(Activity):
Determine how many lines in the records that follow hold the string "code". Only that number should be returned.

Stored records
★ ★ ★ ★

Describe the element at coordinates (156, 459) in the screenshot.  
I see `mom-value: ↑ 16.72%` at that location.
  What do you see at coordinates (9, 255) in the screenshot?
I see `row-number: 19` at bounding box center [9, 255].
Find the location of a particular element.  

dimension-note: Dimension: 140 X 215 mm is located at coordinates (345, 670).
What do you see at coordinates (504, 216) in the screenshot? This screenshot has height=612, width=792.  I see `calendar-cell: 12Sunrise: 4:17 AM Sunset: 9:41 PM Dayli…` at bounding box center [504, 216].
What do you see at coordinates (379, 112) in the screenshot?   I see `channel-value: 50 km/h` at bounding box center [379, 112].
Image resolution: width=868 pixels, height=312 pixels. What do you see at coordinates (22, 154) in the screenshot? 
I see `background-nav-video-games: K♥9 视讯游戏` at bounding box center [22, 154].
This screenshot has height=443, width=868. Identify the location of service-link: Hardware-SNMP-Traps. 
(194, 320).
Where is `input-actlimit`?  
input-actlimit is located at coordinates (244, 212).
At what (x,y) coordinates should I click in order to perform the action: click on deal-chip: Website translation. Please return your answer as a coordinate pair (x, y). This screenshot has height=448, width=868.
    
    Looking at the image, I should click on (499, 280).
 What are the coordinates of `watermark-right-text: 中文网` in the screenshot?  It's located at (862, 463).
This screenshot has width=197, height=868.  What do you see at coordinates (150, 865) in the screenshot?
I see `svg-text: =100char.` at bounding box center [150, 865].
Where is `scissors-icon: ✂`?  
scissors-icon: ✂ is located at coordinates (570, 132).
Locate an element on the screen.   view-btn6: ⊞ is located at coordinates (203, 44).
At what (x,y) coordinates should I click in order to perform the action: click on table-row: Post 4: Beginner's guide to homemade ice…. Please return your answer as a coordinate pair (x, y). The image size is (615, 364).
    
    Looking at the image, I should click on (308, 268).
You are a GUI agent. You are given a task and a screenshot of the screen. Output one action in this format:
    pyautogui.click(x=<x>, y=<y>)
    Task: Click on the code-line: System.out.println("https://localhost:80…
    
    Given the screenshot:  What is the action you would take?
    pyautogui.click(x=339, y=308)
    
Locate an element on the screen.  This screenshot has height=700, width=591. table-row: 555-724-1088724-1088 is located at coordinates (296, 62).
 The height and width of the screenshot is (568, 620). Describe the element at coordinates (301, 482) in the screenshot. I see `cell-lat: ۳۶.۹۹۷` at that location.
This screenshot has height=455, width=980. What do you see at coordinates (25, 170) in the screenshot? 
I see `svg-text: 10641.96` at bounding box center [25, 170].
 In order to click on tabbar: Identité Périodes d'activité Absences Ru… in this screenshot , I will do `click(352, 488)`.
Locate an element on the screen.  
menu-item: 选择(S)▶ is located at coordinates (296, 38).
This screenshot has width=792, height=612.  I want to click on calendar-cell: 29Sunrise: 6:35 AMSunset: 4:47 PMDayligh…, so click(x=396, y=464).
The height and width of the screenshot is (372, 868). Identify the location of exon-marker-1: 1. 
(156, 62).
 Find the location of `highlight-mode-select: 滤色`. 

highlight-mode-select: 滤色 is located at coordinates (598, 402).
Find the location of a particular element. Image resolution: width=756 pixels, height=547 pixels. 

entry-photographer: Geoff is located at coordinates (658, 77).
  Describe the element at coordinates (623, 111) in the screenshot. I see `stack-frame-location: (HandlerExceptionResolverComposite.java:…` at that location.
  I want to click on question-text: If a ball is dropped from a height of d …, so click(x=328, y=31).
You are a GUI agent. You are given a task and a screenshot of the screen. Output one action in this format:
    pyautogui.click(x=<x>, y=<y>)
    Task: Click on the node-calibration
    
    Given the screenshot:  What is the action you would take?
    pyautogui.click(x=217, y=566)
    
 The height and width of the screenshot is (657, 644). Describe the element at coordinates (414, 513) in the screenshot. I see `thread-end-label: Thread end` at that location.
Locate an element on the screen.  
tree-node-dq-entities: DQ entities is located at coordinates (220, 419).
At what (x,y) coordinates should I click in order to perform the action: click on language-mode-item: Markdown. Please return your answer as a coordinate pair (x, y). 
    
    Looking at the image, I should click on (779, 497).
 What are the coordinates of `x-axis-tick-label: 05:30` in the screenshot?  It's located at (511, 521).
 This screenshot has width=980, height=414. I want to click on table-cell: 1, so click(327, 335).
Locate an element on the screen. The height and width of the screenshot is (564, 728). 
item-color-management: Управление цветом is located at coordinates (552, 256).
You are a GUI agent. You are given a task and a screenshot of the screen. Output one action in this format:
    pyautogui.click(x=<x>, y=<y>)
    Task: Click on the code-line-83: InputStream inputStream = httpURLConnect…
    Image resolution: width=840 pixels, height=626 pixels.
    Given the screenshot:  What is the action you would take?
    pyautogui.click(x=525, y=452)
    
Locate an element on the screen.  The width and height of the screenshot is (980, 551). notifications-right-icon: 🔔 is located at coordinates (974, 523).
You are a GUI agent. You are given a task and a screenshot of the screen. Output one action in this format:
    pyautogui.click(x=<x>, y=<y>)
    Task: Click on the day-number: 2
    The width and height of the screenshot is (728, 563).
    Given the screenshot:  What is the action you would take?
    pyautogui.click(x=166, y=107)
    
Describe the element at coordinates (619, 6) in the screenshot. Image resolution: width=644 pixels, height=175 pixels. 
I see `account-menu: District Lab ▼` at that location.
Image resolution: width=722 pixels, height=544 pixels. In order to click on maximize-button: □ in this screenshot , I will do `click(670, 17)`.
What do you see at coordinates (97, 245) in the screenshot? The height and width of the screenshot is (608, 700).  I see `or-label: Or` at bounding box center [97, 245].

★ ★ ★ ★

(Task result):
2